December 5, 2017

PORTLAND – About 75 affordable housing practitioners and advocates are meeting at the University of Southern Maine on Tuesday morning amidst mounting concern that Congress is days away from passing tax overhaul legislation that could drastically harm efforts to create and preserve affordable homes statewide.

The group will be joined by Diane Yentel, President & CEO of the National Low Income Housing Coalition, who called the tax proposal “unconscionable, unjust, and grossly irresponsible”. “Comprehensive tax reform could have been a once-in-a-generation opportunity to build more rungs on the ladder of opportunity by addressing one of the greatest barriers to economic success for families struggling to get by – the lack of decent, accessible and affordable homes for the lowest income people,” said Yentel. “Instead, the Republican tax bill breaks the rungs that so many Americans rely on to get ahead and threatens to slash the safety net that catches us if we fall.”

The House version of the tax reform bill includes provisions which would reduce the number of affordable homes created or preserved in Maine by nearly 50%, predominantly through the elimination of private-activity bonds, which trigger the 4% low income housing tax credits that are often used to finance affordable housing. Both the House and Senate versions also contain provisions which would reduce the value of 9% low income housing tax credits, the other principal tool used to build affordable homes in Maine. The devaluation of those credits would mean that fewer affordable homes would be built at that same time that the state’s affordable housing needs continue to grow. Census data now shows that there are only 46 rental homes affordable and available in Maine for every 100 extremely low income renter households.
Additionally, the House proposal would eliminate the federal historic tax credit, which has been used in combination with state historic tax credits to create a total of 894 new affordable homes and preserve another 251 in Maine over the past 9 years.

Beyond individual provisions within the different version of the bill, housing advocates are also highly alarmed by the projected $1.5 trillion increase to the federal deficit, and fear that Congress will quickly move to address that increase by cutting key domestic programs that help Mainers live healthy, productive lives.

“Providing massive, unpaid-for tax cuts for the ultra-wealthy and draining resources needed for other critical investments, including affordable housing, is an abomination,” said Greg Payne, director of the Maine Affordable Housing Coalition. “We all deserve better, and hope that Maine’s Congressional delegation will step up and show the courageous, common-sense leadership it has earned a reputation for.”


* [To do]
Apart from the pictures, every entry must be retyped exactly.

* [Supplied records]
=== Begin Enclosure ===
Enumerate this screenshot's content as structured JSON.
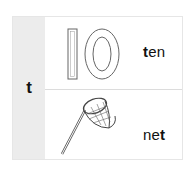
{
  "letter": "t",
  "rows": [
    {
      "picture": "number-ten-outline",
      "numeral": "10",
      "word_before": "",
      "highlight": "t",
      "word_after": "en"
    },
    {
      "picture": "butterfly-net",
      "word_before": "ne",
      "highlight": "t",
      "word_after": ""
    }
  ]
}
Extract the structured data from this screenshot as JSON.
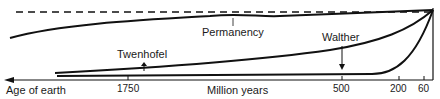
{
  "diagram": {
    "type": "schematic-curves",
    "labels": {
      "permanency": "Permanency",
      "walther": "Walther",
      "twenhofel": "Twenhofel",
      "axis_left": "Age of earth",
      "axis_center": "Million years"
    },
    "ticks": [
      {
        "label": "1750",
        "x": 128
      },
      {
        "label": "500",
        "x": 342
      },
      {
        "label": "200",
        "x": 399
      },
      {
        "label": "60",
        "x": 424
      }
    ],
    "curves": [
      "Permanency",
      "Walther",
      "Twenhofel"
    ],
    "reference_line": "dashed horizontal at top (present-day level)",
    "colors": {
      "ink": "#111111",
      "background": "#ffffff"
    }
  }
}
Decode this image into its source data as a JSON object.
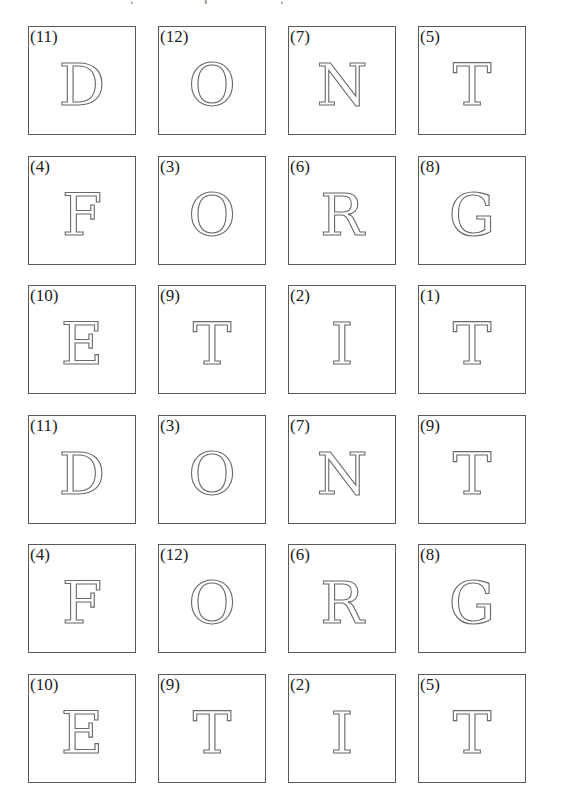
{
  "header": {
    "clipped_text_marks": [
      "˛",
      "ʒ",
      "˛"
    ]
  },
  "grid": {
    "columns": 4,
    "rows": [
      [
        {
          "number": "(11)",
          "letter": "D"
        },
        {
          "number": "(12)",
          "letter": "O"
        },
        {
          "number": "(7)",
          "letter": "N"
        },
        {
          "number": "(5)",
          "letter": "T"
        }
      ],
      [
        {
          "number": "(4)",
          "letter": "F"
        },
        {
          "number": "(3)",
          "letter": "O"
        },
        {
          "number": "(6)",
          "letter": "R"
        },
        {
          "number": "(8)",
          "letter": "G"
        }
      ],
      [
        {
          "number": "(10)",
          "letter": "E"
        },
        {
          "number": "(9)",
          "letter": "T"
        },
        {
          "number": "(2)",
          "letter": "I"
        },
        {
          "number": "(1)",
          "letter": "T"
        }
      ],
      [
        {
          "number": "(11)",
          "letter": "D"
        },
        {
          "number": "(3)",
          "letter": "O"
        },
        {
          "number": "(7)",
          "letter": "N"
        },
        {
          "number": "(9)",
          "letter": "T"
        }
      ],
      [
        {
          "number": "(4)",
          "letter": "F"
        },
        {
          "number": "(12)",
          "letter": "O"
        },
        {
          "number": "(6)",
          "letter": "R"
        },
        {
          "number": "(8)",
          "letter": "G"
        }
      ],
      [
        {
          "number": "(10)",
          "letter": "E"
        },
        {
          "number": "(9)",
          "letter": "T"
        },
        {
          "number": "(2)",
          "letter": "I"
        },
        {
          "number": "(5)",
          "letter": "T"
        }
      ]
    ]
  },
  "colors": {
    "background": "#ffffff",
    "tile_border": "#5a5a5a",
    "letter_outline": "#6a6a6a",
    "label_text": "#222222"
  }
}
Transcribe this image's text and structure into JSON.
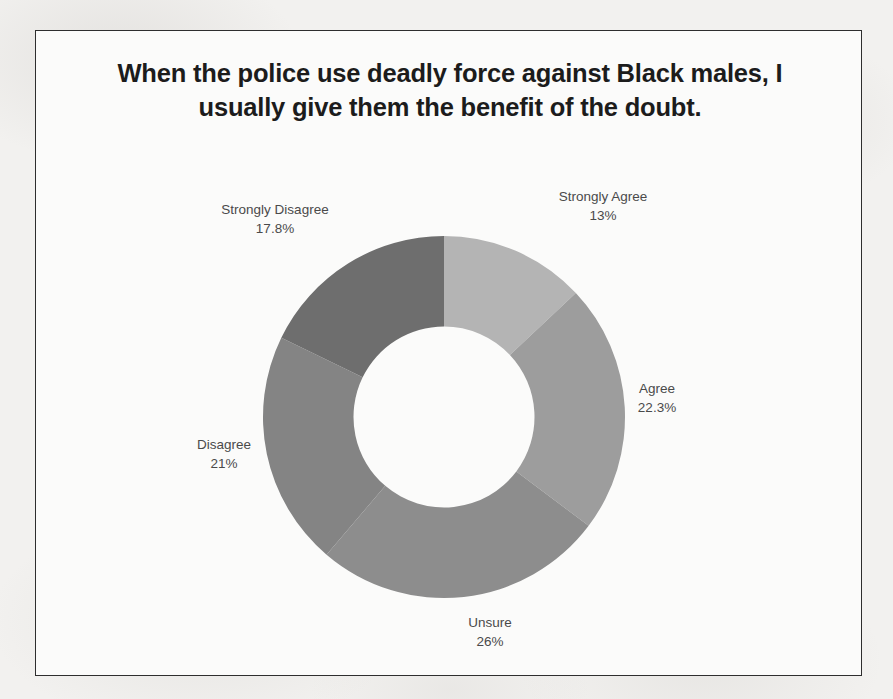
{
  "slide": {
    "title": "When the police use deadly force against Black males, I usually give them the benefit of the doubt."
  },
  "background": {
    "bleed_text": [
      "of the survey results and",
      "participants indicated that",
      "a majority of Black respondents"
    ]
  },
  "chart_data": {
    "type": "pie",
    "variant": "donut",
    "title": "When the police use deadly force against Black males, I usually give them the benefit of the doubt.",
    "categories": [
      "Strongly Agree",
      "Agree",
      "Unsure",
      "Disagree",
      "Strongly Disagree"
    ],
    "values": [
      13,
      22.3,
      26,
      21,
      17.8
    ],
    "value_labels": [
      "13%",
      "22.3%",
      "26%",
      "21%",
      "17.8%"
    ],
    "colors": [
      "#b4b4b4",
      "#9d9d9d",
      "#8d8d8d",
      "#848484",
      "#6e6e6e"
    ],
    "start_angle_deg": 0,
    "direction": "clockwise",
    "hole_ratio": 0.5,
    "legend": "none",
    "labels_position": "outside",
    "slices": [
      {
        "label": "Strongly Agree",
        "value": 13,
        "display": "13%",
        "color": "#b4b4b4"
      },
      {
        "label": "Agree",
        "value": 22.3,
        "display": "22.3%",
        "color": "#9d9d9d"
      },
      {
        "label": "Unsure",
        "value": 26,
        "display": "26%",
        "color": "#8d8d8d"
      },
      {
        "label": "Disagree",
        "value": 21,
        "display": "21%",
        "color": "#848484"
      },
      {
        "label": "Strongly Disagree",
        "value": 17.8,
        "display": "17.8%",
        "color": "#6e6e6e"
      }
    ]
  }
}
=== End Enclosure ===
* [Answer section]
Enumerate this screenshot's content as structured JSON.
{
  "letter": "t",
  "rows": [
    {
      "picture": "number-ten-outline",
      "numeral": "10",
      "word_before": "",
      "highlight": "t",
      "word_after": "en"
    },
    {
      "picture": "butterfly-net",
      "word_before": "ne",
      "highlight": "t",
      "word_after": ""
    }
  ]
}
Extract the structured data from this screenshot as JSON.
{
  "diagram": {
    "type": "schematic-curves",
    "labels": {
      "permanency": "Permanency",
      "walther": "Walther",
      "twenhofel": "Twenhofel",
      "axis_left": "Age of earth",
      "axis_center": "Million years"
    },
    "ticks": [
      {
        "label": "1750",
        "x": 128
      },
      {
        "label": "500",
        "x": 342
      },
      {
        "label": "200",
        "x": 399
      },
      {
        "label": "60",
        "x": 424
      }
    ],
    "curves": [
      "Permanency",
      "Walther",
      "Twenhofel"
    ],
    "reference_line": "dashed horizontal at top (present-day level)",
    "colors": {
      "ink": "#111111",
      "background": "#ffffff"
    }
  }
}
Decode this image into its source data as a JSON object.
{
  "header": {
    "clipped_text_marks": [
      "˛",
      "ʒ",
      "˛"
    ]
  },
  "grid": {
    "columns": 4,
    "rows": [
      [
        {
          "number": "(11)",
          "letter": "D"
        },
        {
          "number": "(12)",
          "letter": "O"
        },
        {
          "number": "(7)",
          "letter": "N"
        },
        {
          "number": "(5)",
          "letter": "T"
        }
      ],
      [
        {
          "number": "(4)",
          "letter": "F"
        },
        {
          "number": "(3)",
          "letter": "O"
        },
        {
          "number": "(6)",
          "letter": "R"
        },
        {
          "number": "(8)",
          "letter": "G"
        }
      ],
      [
        {
          "number": "(10)",
          "letter": "E"
        },
        {
          "number": "(9)",
          "letter": "T"
        },
        {
          "number": "(2)",
          "letter": "I"
        },
        {
          "number": "(1)",
          "letter": "T"
        }
      ],
      [
        {
          "number": "(11)",
          "letter": "D"
        },
        {
          "number": "(3)",
          "letter": "O"
        },
        {
          "number": "(7)",
          "letter": "N"
        },
        {
          "number": "(9)",
          "letter": "T"
        }
      ],
      [
        {
          "number": "(4)",
          "letter": "F"
        },
        {
          "number": "(12)",
          "letter": "O"
        },
        {
          "number": "(6)",
          "letter": "R"
        },
        {
          "number": "(8)",
          "letter": "G"
        }
      ],
      [
        {
          "number": "(10)",
          "letter": "E"
        },
        {
          "number": "(9)",
          "letter": "T"
        },
        {
          "number": "(2)",
          "letter": "I"
        },
        {
          "number": "(5)",
          "letter": "T"
        }
      ]
    ]
  },
  "colors": {
    "background": "#ffffff",
    "tile_border": "#5a5a5a",
    "letter_outline": "#6a6a6a",
    "label_text": "#222222"
  }
}
Transcribe this image's text and structure into JSON.
{
  "slide": {
    "title": "When the police use deadly force against Black males, I usually give them the benefit of the doubt."
  },
  "background": {
    "bleed_text": [
      "of the survey results and",
      "participants indicated that",
      "a majority of Black respondents"
    ]
  },
  "chart_data": {
    "type": "pie",
    "variant": "donut",
    "title": "When the police use deadly force against Black males, I usually give them the benefit of the doubt.",
    "categories": [
      "Strongly Agree",
      "Agree",
      "Unsure",
      "Disagree",
      "Strongly Disagree"
    ],
    "values": [
      13,
      22.3,
      26,
      21,
      17.8
    ],
    "value_labels": [
      "13%",
      "22.3%",
      "26%",
      "21%",
      "17.8%"
    ],
    "colors": [
      "#b4b4b4",
      "#9d9d9d",
      "#8d8d8d",
      "#848484",
      "#6e6e6e"
    ],
    "start_angle_deg": 0,
    "direction": "clockwise",
    "hole_ratio": 0.5,
    "legend": "none",
    "labels_position": "outside",
    "slices": [
      {
        "label": "Strongly Agree",
        "value": 13,
        "display": "13%",
        "color": "#b4b4b4"
      },
      {
        "label": "Agree",
        "value": 22.3,
        "display": "22.3%",
        "color": "#9d9d9d"
      },
      {
        "label": "Unsure",
        "value": 26,
        "display": "26%",
        "color": "#8d8d8d"
      },
      {
        "label": "Disagree",
        "value": 21,
        "display": "21%",
        "color": "#848484"
      },
      {
        "label": "Strongly Disagree",
        "value": 17.8,
        "display": "17.8%",
        "color": "#6e6e6e"
      }
    ]
  }
}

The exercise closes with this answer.